The other main conflict of the play, Brick’s descent into alcoholism after the death of his friend, Skipper, also makes little sense in this day and age. Or at least it doesn’t in this production.
It’s another way that better understanding of American culture could have helped the director’s choices. Brick’s pretty clearly gay and in denial in the text. Especially when we hear Maggie’s evidence about how great he was in bed because he wasn’t really into it. Brick insists what he felt for Skipper was “pure and clean” and that their relationship was like that and that he’s not gay. But nobody mourns as much as Brick when their friend dies. They mourn like Brick when their spouse dies.

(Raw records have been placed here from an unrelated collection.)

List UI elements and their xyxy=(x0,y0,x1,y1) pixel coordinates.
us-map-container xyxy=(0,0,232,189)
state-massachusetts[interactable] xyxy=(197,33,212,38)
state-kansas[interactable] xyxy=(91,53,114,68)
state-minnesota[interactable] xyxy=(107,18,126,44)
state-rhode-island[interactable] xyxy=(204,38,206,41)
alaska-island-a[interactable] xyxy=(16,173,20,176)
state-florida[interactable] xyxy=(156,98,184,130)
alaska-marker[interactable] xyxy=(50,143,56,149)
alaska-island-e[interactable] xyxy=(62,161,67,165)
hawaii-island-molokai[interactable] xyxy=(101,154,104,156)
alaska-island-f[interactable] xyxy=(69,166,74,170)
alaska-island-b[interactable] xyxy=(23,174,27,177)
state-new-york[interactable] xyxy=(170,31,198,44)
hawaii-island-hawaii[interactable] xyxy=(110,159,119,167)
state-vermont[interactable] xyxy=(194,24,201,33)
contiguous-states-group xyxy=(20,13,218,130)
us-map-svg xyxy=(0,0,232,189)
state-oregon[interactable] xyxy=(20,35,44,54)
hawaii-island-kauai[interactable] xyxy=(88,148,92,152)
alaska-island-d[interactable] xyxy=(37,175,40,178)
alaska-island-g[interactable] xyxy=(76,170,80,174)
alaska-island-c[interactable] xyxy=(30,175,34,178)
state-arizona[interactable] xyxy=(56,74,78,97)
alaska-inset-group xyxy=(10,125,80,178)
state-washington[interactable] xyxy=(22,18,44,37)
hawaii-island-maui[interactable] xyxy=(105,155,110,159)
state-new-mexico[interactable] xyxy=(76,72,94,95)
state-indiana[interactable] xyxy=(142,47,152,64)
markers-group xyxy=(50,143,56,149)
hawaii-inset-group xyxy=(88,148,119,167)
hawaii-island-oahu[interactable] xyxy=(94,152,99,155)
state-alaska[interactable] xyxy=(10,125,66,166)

Brick has some lines that are horrible examples of toxic masculinity, even while talking to his father, who shows love and respect for the gay men that left him their plantation and made the whole family rich. Big Daddy is actually telling Brick it’s ok to be gay, but Brick can’ t hear it. Some understanding of American football culture could have informed this part of the play greatly. It is STILL not ok to be gay in the NFL here. The NFL is notable for its rates of spousal abuse and animal abuse and homophobia. So, playing up Brick’s football past even more could have made this part make a bit more sense. It was just a given in the 1950s that it was normal to be homophobic when Williams wrote the lines. For it to work in the modern era, there has to be much more to it. But in this production, they just sort of lay there, not that O’Connell as Brick didn’t try.

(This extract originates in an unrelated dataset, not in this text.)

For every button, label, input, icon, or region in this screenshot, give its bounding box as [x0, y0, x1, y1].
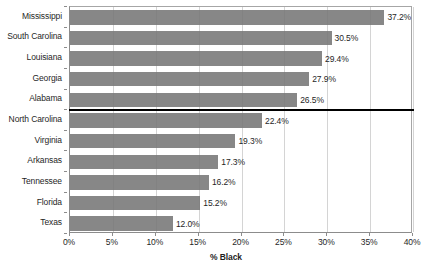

Despite the muddled mess that this makes outside its historical context and outside its rigid class structure, the cast put in some excellent performances. Sienna Miller’s Maggie was clearly desperate and bitter, but you could also see the vivacious party girl that had attracted Brick in the first place. Her Maggie is very athletic and physical and she very much commands the stage with interesting action during the very, very long monologues that are the hallmarks of Williams’ work. Her accent was too lower class, but so was everyones. It was at least southern American.

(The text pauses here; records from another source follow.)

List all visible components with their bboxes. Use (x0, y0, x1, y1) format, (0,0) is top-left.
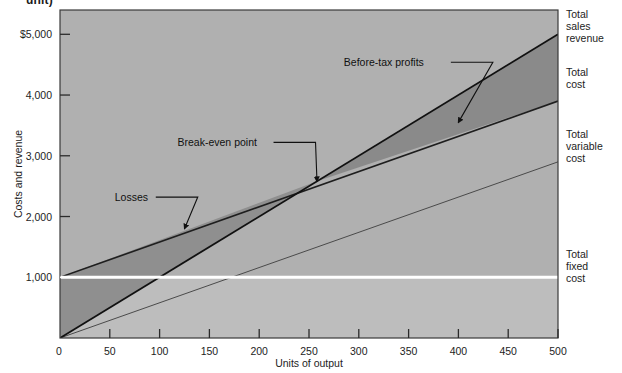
y-tick-label: 4,000 (26, 89, 52, 101)
x-tick-label: 100 (151, 345, 169, 357)
series-label-total-cost: Total (566, 66, 588, 78)
x-tick-label: 350 (400, 345, 418, 357)
series-label-total-cost: cost (566, 78, 585, 90)
y-axis-title: Costs and revenue (12, 130, 24, 218)
break-even-plot: 1,0002,0003,0004,000$5,0000 501001502002… (0, 0, 622, 373)
series-label-total-sales-revenue: sales (566, 20, 591, 32)
x-tick-label: 450 (499, 345, 517, 357)
series-label-total-fixed-cost: cost (566, 272, 585, 284)
y-tick-label: 1,000 (26, 271, 52, 283)
x-tick-label: 150 (201, 345, 219, 357)
series-label-total-sales-revenue: revenue (566, 32, 604, 44)
annotation-label: Losses (115, 191, 148, 203)
x-tick-label: 50 (104, 345, 116, 357)
y-zero-label: 0 (56, 345, 62, 357)
break-even-chart: unit) 1,0002,0003,0004,000$5,00 (0, 0, 622, 373)
series-label-total-variable-cost: variable (566, 140, 603, 152)
series-label-total-variable-cost: cost (566, 152, 585, 164)
x-tick-label: 500 (549, 345, 567, 357)
series-label-total-sales-revenue: Total (566, 8, 588, 20)
x-tick-label: 300 (350, 345, 368, 357)
series-label-total-fixed-cost: fixed (566, 260, 588, 272)
x-tick-label: 250 (300, 345, 318, 357)
annotation-label: Break-even point (178, 136, 257, 148)
series-labels: TotalsalesrevenueTotalcostTotalvariablec… (566, 8, 604, 284)
series-label-total-variable-cost: Total (566, 128, 588, 140)
x-tick-label: 200 (250, 345, 268, 357)
x-axis-title: Units of output (275, 357, 343, 369)
series-label-total-fixed-cost: Total (566, 248, 588, 260)
y-tick-label: 2,000 (26, 211, 52, 223)
x-tick-label: 400 (450, 345, 468, 357)
y-tick-label: $5,000 (20, 28, 52, 40)
y-tick-label: 3,000 (26, 150, 52, 162)
annotation-label: Before-tax profits (344, 56, 424, 68)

Jack O’Connell as Brick had a hard row to hoe in the first place as Brick’s self-pitying is hard to not make unlikable. He didn’t quite manage it here. He managed real despair when he was talking about Skipper but mostly just seemed petulant and pouty most of the rest of the time. Not like someone decathecting. His accent was also clearly Irish in spots. Irish plus the lowest sort of West Virginia backwoods hillbilly. That’s not the accent of a genteel southern boy who went to the best private schools and then Old Miss.
Colm Meaney’s Big Daddy was just wonderful. Big Daddy can be an unlikeable character in the wrong hands, but Meany made him warm. You could see that he had trouble talking about his feelings, but that he certainly had them and actually cared about things. Certainly, Brick and certainly the legacy he’d built.
Lisa Palfrey as Big Mama by way of Mama June was an amazing performance. Her breakdown when Big Daddy’s cancer diagnosis is revealed was superb. And her hand-wringing fluffiness the rest of the time was delightful. I wish she could have played Big Mama as the genteel woman she was meant to be instead of the miniskirted buffoon they made her.
Haley Squires was perfectly odious as Sister Woman, Mae, Brian Gleeson was nearly too nice as brother Gooper. And though he had few lines, Michael J. Shannon’s horrid Preacher with the obsession of getting money for the church was just like every TV charlatan preacher that’s ever come out of the South. The children were nightmare-inducing.
All in all, the actors did what they could, but the production and direction lacked a fundamental understanding of the American South that made it not work.